Why Do Cows Burp Up So Much Planet-Warming Methane? A Newly Discovered Structure in Their Gut Microbes Could Be a Culprit

cattle standing in a pen

Cattle are a major driver of methane emissions.
Thomas Barwick via Getty Images

Cows are famous for belching methane, a heat-trapping gas that’s contributing to climate change. A single animal can burp 220 pounds of the gas in just one year. What’s more, methane is 28 times more potent than another well-known greenhouse gas, carbon dioxide.

Now, scientists may have figured out why cows and other livestock produce so much methane: a previously unknown cell structure hiding in the animals’ gut microbes. The findings, published in the journal Science on April 30, could inspire new strategies to reduce methane emissions.

Cows, along with some other creatures, like sheep and goats, have a special stomach compartment called the rumen. Agriculture with these ruminant animals accounts for about 30 percent of human-caused methane emissions.

Millions of microorganisms live in a cow’s rumen and help the mooing creature break down food it can’t digest on its own. Researchers have long suspected that one group of microbes, called rumen ciliates, plays an important role in producing methane. But how, exactly, they contributed to the process has been poorly understood.

That’s partly because it’s so difficult to study the tiny organisms, says study co-author Wei Miao, a hydrobiologist at the Chinese Academy of Sciences, to Miryam Naddaf at NatureIt’s tough to isolate their DNA for analysis without contamination from other organisms, he explains.

Miao and his colleagues addressed the gap by creating a catalogue of complete sets of DNA—or genomes—of 450 ciliates living in the rumen of cattle, sheep, goats and deer. Their analysis revealed 65 species, 45 of which had never had their genomes examined.

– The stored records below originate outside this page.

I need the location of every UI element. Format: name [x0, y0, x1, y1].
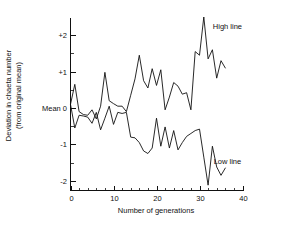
- chart-canvas: High lineLow line 010203040+2+1Mean 0-1-…: [0, 0, 282, 232]
- series-line-high-line: [71, 17, 226, 119]
- chart-series-labels: High lineLow line: [213, 22, 242, 166]
- chart-figure: Deviation in chaeta number (from origina…: [0, 0, 282, 232]
- y-tick-label: -2: [60, 177, 67, 186]
- x-tick-label: 30: [196, 194, 204, 203]
- x-tick-label: 10: [110, 194, 118, 203]
- y-tick-label: -1: [60, 140, 67, 149]
- chart-series: [71, 17, 226, 185]
- x-tick-label: 0: [69, 194, 73, 203]
- series-label-low-line: Low line: [214, 157, 242, 166]
- series-line-low-line: [71, 104, 226, 185]
- series-label-high-line: High line: [213, 22, 242, 31]
- x-tick-label: 40: [239, 194, 247, 203]
- y-tick-label: +2: [58, 31, 67, 40]
- y-tick-label: +1: [58, 68, 67, 77]
- x-tick-label: 20: [153, 194, 161, 203]
- x-axis-ticks: [72, 186, 244, 191]
- y-tick-label: Mean 0: [42, 104, 67, 113]
- x-axis-title: Number of generations: [118, 206, 195, 215]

Then, the researchers looked at rumen microbes and methane emissions in 100 dairy cows and found some relationships: the more ciliates in an animal, the more methane-producing microorganisms it had and the more gaseous it was.

Need to know: Methane versus carbon dioxide

Methane often ranks number two, behind carbon dioxide, when it comes to greenhouse gases we earthlings should be concerned about. Methane is about 200 times less abundant in the atmosphere than carbon dioxide and lingers there for roughly ten years, while carbon dioxide can remain for centuries.

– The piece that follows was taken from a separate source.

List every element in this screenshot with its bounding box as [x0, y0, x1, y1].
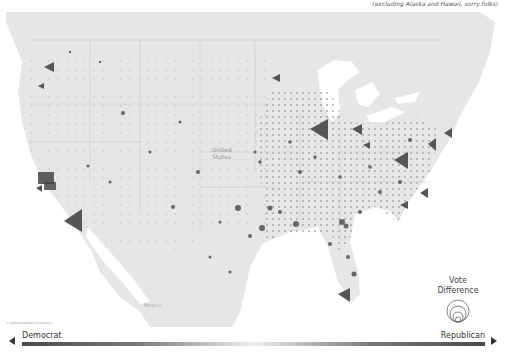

In sheep, a ciliate genus called Dasytricha especially stood out. Despite eating the same foods, sheep that produced high levels of methane had almost 100 times the amount of Dasytricha compared with sheep that emitted low amounts, the researchers found. When the team examined the Dasytricha cells, they discovered a structure they call the “hydrogenobody.” It makes hydrogen, which then produces methane by interacting with other organisms in the rumen.

“We were somewhat surprised by how clearly this structure links cell biology to methane emissions,” says study co-author Jie Xiong, a biologist at the Chinese Academy of Sciences, to Jackie Flynn Mogensen at Scientific American.

Different types of rumen ciliates have different amounts of the newfound structures, the team found. Dasytricha cells, for instance, contain around 28 times as many hydrogenobodies as cells belonging to the genus Entodinium, which produces less methane than the other group.

Researchers previously knew of another hydrogen-producing structure in microbes called the hydrogenosome. It’s related to energy-producing organelles, mitochondria, and both have two membranes. But hydrogenobodies have just one membrane, which could mean they have different evolutionary origins.

The findings offer a “mechanistic breakthrough” in our understanding of how cows produce methane, says Ermias Kebreab, an animal scientist at the University of California, Davis, who was not involved in the study, to Scientific American.

While the discovery hints that farmers could attempt to get rid of certain rumen ciliates in their cattle, the task is easier said than done, Todd Callaway, a microbiologist and ruminant nutritionist at the University of Georgia who was not involved in the study, tells Science News’ Tina Hesman Saey. To do so, the animals need to be isolated, given sterilized food and kept far from one another to prevent airborne spread of microbes, he notes.

Finding microorganisms to target “is step one of probably 25, but it’s a good step,” Callaway says.